Mitch and I were in Sweden visiting Brittany and Zach, some friends from college. Brittany took us to this gorgeous and huge park in Malmö.
Parts of the park are so forested that it's easy to forget you're in the heart of a major city. In one of these areas is a preschool, a year-round outdoor preschool. There is no building. The kids stay inside a perimeter of sticks, wear bright yellow vests so that they're visible in case they run away, and sleep on crates during nap time. It's one of the hardest preschools in the city to get your kids into. It reminds me of a child-care scheme I would have come up with when I was five and day dreaming in the woods. See these sticks? They're actually walls.
And the last bit is that I don't know how that preschool can be so hard to get your kid into. You just plunk them down on the other side of the sticks and run away.
2. Water Rocket Man
Out my window at work I saw this guy wearing water-rocket boots on Lake Michigan.
What at first seemed to be a cool thing out my window, rapidly turned into a story about loneliness and dorkdom the more I thought about it. This guy was out there for hours (two days in a row), tooling around with his little jet ski behind him, looking down on the people hanging out with their friends on boats. At best he had a wife or girlfriend reading a book on the beach while he spent his day alone on a ten-foot water platform.
There are easier ways to get laid, man.
3. 9/11, Personal Holiday
My friend Lisa was relaying a story that her mom told her. Her mom got in trouble about explaining something... in class. I wish I could remember it. But the parents who called up to complain also don't let their second grade daughter go to school on September 11th because they're worried that she'll find out about the terrorist attacks. I asked whether the girl got December 7th off, too, or maybe April 15th in case the girl found out that Lincoln was assassinated. Not sending her to school on the anniversaries of terrible events might keep her home full time. And it'll come as a bit of a shock when the girl eventually discovers that 9/11 isn't just her special holiday.
We concluded that the upside of the story was that if the girl doesn't know about the attacks at least she'll never forget.*
*That last story comes across a bit harsher in writing than in conversation. Let me know if you think I'm being the worst.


— Work item —
Return each entry exactly, so that nothing in the data differs from the original.

────────

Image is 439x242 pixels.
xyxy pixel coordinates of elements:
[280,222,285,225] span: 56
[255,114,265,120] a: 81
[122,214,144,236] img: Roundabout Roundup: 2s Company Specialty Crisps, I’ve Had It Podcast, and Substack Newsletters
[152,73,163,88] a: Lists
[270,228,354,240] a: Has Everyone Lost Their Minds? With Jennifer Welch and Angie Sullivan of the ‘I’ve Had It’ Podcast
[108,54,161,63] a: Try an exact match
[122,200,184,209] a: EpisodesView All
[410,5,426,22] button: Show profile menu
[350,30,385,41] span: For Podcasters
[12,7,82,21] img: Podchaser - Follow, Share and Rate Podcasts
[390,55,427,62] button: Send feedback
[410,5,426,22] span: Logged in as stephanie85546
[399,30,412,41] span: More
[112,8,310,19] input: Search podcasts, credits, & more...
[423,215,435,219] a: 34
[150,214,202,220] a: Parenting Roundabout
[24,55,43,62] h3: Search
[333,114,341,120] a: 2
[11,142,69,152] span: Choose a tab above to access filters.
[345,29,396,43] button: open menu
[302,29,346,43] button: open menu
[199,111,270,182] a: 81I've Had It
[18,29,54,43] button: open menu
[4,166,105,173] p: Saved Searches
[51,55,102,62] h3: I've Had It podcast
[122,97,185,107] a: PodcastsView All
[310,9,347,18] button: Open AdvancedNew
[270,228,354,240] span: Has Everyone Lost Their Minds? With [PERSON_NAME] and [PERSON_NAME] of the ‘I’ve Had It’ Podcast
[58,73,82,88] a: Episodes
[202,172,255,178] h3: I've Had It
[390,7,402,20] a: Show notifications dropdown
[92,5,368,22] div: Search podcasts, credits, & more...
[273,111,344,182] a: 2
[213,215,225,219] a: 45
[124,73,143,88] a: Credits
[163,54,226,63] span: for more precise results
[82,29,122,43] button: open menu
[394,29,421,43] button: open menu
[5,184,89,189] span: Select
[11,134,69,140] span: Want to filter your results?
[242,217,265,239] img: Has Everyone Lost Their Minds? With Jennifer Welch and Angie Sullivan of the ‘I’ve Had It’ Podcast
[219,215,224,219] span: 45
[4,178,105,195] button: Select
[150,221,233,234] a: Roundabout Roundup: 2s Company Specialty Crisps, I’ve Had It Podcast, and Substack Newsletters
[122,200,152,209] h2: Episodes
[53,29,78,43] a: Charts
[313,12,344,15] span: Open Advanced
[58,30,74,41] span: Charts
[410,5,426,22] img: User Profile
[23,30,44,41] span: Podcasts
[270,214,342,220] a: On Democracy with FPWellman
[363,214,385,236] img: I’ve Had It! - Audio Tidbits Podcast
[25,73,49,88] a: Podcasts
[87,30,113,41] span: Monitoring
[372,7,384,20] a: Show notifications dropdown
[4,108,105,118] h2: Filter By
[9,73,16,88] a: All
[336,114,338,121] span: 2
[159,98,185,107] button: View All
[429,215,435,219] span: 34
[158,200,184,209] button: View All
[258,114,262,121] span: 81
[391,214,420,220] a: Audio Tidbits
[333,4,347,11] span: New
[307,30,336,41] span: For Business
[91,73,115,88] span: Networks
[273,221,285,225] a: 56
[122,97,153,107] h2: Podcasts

────────

— Expected answer —
Image is 439x242 pixels.
xyxy pixel coordinates of elements:
[280,222,285,225] span: 56
[255,114,265,120] a: 81
[122,214,144,236] img: Roundabout Roundup: 2s Company Specialty Crisps, I’ve Had It Podcast, and Substack Newsletters
[152,73,163,88] a: Lists
[270,228,354,240] a: Has Everyone Lost Their Minds? With Jennifer Welch and Angie Sullivan of the ‘I’ve Had It’ Podcast
[108,54,161,63] a: Try an exact match
[122,200,184,209] a: EpisodesView All
[410,5,426,22] button: Show profile menu
[350,30,385,41] span: For Podcasters
[12,7,82,21] img: Podchaser - Follow, Share and Rate Podcasts
[390,55,427,62] button: Send feedback
[410,5,426,22] span: Logged in as stephanie85546
[399,30,412,41] span: More
[112,8,310,19] input: Search podcasts, credits, & more...
[423,215,435,219] a: 34
[150,214,202,220] a: Parenting Roundabout
[24,55,43,62] h3: Search
[333,114,341,120] a: 2
[11,142,69,152] span: Choose a tab above to access filters.
[345,29,396,43] button: open menu
[302,29,346,43] button: open menu
[199,111,270,182] a: 81I've Had It
[18,29,54,43] button: open menu
[4,166,105,173] p: Saved Searches
[51,55,102,62] h3: I've Had It podcast
[122,97,185,107] a: PodcastsView All
[310,9,347,18] button: Open AdvancedNew
[270,228,354,240] span: Has Everyone Lost Their Minds? With [PERSON_NAME] and [PERSON_NAME] of the ‘I’ve Had It’ Podcast
[58,73,82,88] a: Episodes
[202,172,255,178] h3: I've Had It
[390,7,402,20] a: Show notifications dropdown
[92,5,368,22] div: Search podcasts, credits, & more...
[273,111,344,182] a: 2
[213,215,225,219] a: 45
[124,73,143,88] a: Credits
[163,54,226,63] span: for more precise results
[82,29,122,43] button: open menu
[394,29,421,43] button: open menu
[5,184,89,189] span: Select
[11,134,69,140] span: Want to filter your results?
[242,217,265,239] img: Has Everyone Lost Their Minds? With Jennifer Welch and Angie Sullivan of the ‘I’ve Had It’ Podcast
[219,215,224,219] span: 45
[4,178,105,195] button: Select
[150,221,233,234] a: Roundabout Roundup: 2s Company Specialty Crisps, I’ve Had It Podcast, and Substack Newsletters
[122,200,152,209] h2: Episodes
[53,29,78,43] a: Charts
[313,12,344,15] span: Open Advanced
[58,30,74,41] span: Charts
[410,5,426,22] img: User Profile
[23,30,44,41] span: Podcasts
[270,214,342,220] a: On Democracy with FPWellman
[363,214,385,236] img: I’ve Had It! - Audio Tidbits Podcast
[25,73,49,88] a: Podcasts
[87,30,113,41] span: Monitoring
[372,7,384,20] a: Show notifications dropdown
[4,108,105,118] h2: Filter By
[9,73,16,88] a: All
[336,114,338,121] span: 2
[159,98,185,107] button: View All
[429,215,435,219] span: 34
[158,200,184,209] button: View All
[258,114,262,121] span: 81
[391,214,420,220] a: Audio Tidbits
[333,4,347,11] span: New
[307,30,336,41] span: For Business
[91,73,115,88] span: Networks
[273,221,285,225] a: 56
[122,97,153,107] h2: Podcasts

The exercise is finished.